Think differently!
Instead of "tables", think "sets", and your life in SQL will be much easier. So, in this case, you can view this "table" as a bunch of different sets, which you can define with predicates.
So, if you have an employee table, one set is all employees. The other set can be the supervisors of those employees. The JOIN clause helps you define the retrieval conditions for that second set, and you can also add more conditions in the WHERE clause if you need to.
This is Set 1 (all employees):
SELECT
e.employeeId,
e.employeeName,
e.supervisorId
FROM
employee e
This is Set 2 (all supervisors):
SELECT
e.employeeId,
e.employeeName
FROM
employee e
WHERE
e.employeeId IN
(
SELECT DISTINCT supervisorId FROM employee WHERE supervisorId IS NOT NULL
)
Your SELECT query's output is a new set (or "table", if you will), which JOINs the supervisor set to the employee set, so as to associate the supervisor with the employee, thereby creating a new set, comprised of a newly-defined tuple that has more attributes.

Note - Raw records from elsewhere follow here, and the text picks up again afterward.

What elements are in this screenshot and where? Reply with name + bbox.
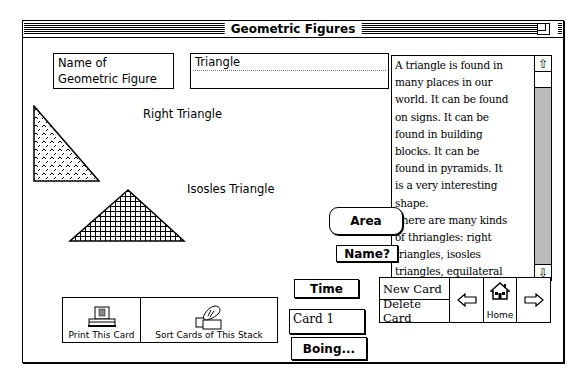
print-card-button[interactable]: Print This Card [62,297,141,343]
isosceles-triangle-shape-icon[interactable] [68,189,188,243]
printer-icon [87,306,117,330]
sort-cards-hand-icon [193,304,225,330]
vertical-scrollbar[interactable]: ⇧ ⇩ [534,56,551,280]
right-arrow-icon [524,293,544,307]
hypercard-window: Geometric Figures Name of Geometric Figu… [22,20,564,363]
scroll-thumb[interactable] [535,72,551,88]
home-label: Home [487,310,514,320]
left-arrow-icon [457,293,477,307]
scroll-up-arrow-icon[interactable]: ⇧ [535,56,551,72]
title-bar[interactable]: Geometric Figures [23,21,563,38]
print-card-label: Print This Card [69,330,135,340]
right-triangle-shape-icon[interactable] [33,105,103,183]
isosceles-triangle-label: Isosles Triangle [187,182,275,196]
description-field[interactable]: A triangle is found in many places in ou… [391,55,552,281]
figure-name-field[interactable]: Triangle [190,53,389,89]
area-button[interactable]: Area [329,207,403,235]
figure-name-value: Triangle [195,55,240,69]
time-button[interactable]: Time [294,279,359,298]
label-line-1: Name of [58,55,169,71]
zoom-box-icon[interactable] [537,23,550,35]
name-button[interactable]: Name? [336,245,398,262]
home-house-icon [490,282,510,300]
description-text: A triangle is found in many places in ou… [392,56,535,280]
name-of-figure-label: Name of Geometric Figure [53,53,174,89]
next-card-button[interactable] [516,277,551,323]
boing-button[interactable]: Boing... [291,337,367,360]
right-triangle-label: Right Triangle [143,107,222,121]
home-button[interactable]: Home [483,277,517,323]
previous-card-button[interactable] [449,277,484,323]
sort-cards-button[interactable]: Sort Cards of This Stack [140,297,278,343]
card-number-field[interactable]: Card 1 [289,309,365,334]
window-title: Geometric Figures [225,21,362,37]
sort-cards-label: Sort Cards of This Stack [155,330,263,340]
label-line-2: Geometric Figure [58,71,169,87]
delete-card-button[interactable]: Delete Card [379,299,450,323]
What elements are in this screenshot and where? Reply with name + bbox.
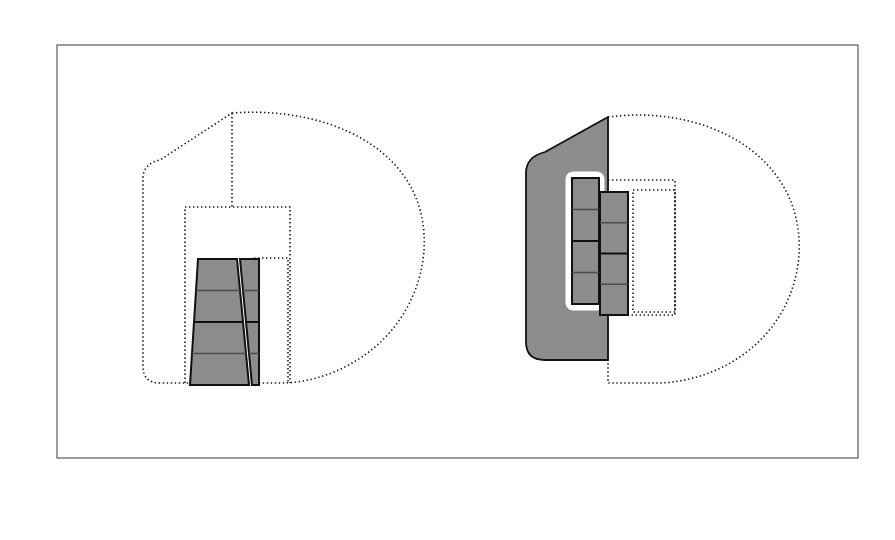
diagram-canvas xyxy=(0,0,895,540)
outer-frame-border xyxy=(57,45,858,458)
right-body-outline xyxy=(608,115,799,383)
right-inner-dotted-rect xyxy=(633,190,675,312)
diagram-svg xyxy=(0,0,895,540)
right-strip-pair xyxy=(572,178,628,315)
left-view-group xyxy=(143,112,424,385)
right-view-group xyxy=(526,115,799,383)
left-strip-pair xyxy=(190,259,259,385)
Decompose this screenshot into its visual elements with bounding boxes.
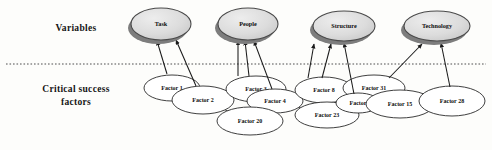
factor-node-factor-20[interactable]: Factor 20 [217,107,283,135]
factor-label-factor-4: Factor 4 [264,98,285,104]
factor-label-factor-2: Factor 2 [192,97,213,103]
variable-label-people: People [239,20,257,27]
variable-node-task[interactable]: Task [128,8,191,44]
factor-node-factor-28[interactable]: Factor 28 [419,86,485,116]
factor-label-factor-15: Factor 15 [388,101,412,107]
factor-label-factor-23: Factor 23 [315,112,339,118]
arrow-factor8a-structure [308,44,314,78]
variable-label-technology: Technology [422,22,453,29]
variable-nodes: TaskPeopleStructureTechnology [128,8,470,45]
row-label-critical-success-factors-line1: Critical success [42,84,109,94]
factor-label-factor-28: Factor 28 [440,98,464,104]
variable-label-task: Task [155,20,168,27]
factor-label-factor-20: Factor 20 [238,118,262,124]
factor-node-factor-2[interactable]: Factor 2 [172,86,234,114]
factor-label-factor-31: Factor 31 [362,85,386,91]
variable-node-structure[interactable]: Structure [310,11,375,45]
arrow-factor3b-people [245,41,249,76]
row-label-variables: Variables [56,23,97,33]
variable-label-structure: Structure [331,22,357,29]
arrow-factor31-technology [389,44,422,78]
arrow-factor1-task [157,41,167,74]
factor-label-factor-8: Factor 8 [313,87,334,93]
factor-label-factor-1: Factor 1 [161,85,182,91]
variable-node-technology[interactable]: Technology [401,11,470,45]
row-label-critical-success-factors-line2: factors [61,97,91,107]
variable-node-people[interactable]: People [215,8,278,44]
arrow-factor28-technology [441,43,450,87]
arrow-factor8b-structure [322,44,331,78]
diagram-svg: Variables Critical success factors Facto… [0,0,492,150]
factor-label-factor-x: Factor [350,100,367,106]
diagram-canvas: Variables Critical success factors Facto… [0,0,492,150]
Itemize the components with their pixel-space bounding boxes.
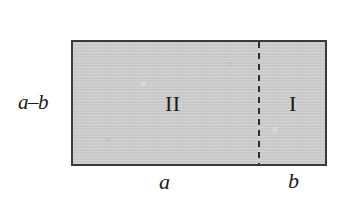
dashed-divider-line: [258, 42, 260, 164]
height-label-a-minus-b: a–b: [18, 92, 48, 113]
width-label-a: a: [159, 171, 170, 193]
figure-canvas: a–b II I a b: [0, 0, 345, 208]
width-label-b: b: [288, 170, 299, 192]
region-label-two: II: [165, 93, 181, 115]
region-label-one: I: [289, 93, 296, 115]
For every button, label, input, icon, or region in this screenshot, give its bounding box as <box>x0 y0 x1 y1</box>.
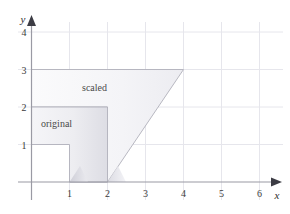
x-tick-label-3: 3 <box>143 188 148 199</box>
y-tick-label-4: 4 <box>22 27 27 38</box>
x-axis-name: x <box>274 189 280 201</box>
x-tick-label-4: 4 <box>181 188 186 199</box>
shape-label-original: original <box>41 118 72 129</box>
x-tick-labels: 1 2 3 4 5 6 <box>67 188 262 199</box>
x-tick-label-2: 2 <box>105 188 110 199</box>
y-axis-arrow-icon <box>27 15 36 26</box>
coordinate-plot: 1 2 3 4 5 6 1 2 3 4 x y original scaled <box>0 0 290 214</box>
x-tick-label-6: 6 <box>257 188 262 199</box>
shape-label-scaled: scaled <box>82 82 107 93</box>
figure-container: 1 2 3 4 5 6 1 2 3 4 x y original scaled <box>0 0 290 214</box>
y-tick-label-3: 3 <box>22 65 27 76</box>
y-axis-name: y <box>20 13 26 25</box>
x-tick-label-5: 5 <box>219 188 224 199</box>
x-axis-arrow-icon <box>271 177 282 186</box>
y-tick-labels: 1 2 3 4 <box>22 27 27 151</box>
y-tick-label-1: 1 <box>22 140 27 151</box>
y-tick-label-2: 2 <box>22 102 27 113</box>
x-tick-label-1: 1 <box>67 188 72 199</box>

You could treat these as "tables", and JOIN them accordingly:
SELECT
emp.employeeId,
emp.employeeName,
emp.supervisorId,
sup.employeeName supervisorName
FROM
(
SELECT
e.employeeId,
e.employeeName,
e.supervisorId
FROM
employee e
) emp
INNER JOIN
(
SELECT
e.employeeId,
e.employeeName
FROM
employee e
WHERE
e.employeeId IN
(
SELECT DISTINCT supervisorId FROM employee WHERE supervisorId IS NOT NULL
)
) sup ON
sup.employeeId = emp.supervisorId
You can see now how we have created 2 "tables" (sets) on the fly, and JOINed them. However, this contrived example is needlessly complicated. We can achieve the same thing this way:
SELECT
emp.employeeId,
emp.employeeName,
emp.supervisorId,
sup.employeeName supervisorName
FROM
employee emp
INNER JOIN employee sup ON
sup.employeeId = emp.supervisorId
This achieves the same thing, namely defining a new set based on the JOIN between one set of employee tuples and another. Note that this new set can also be used as a "table". It's just a matter of how you think.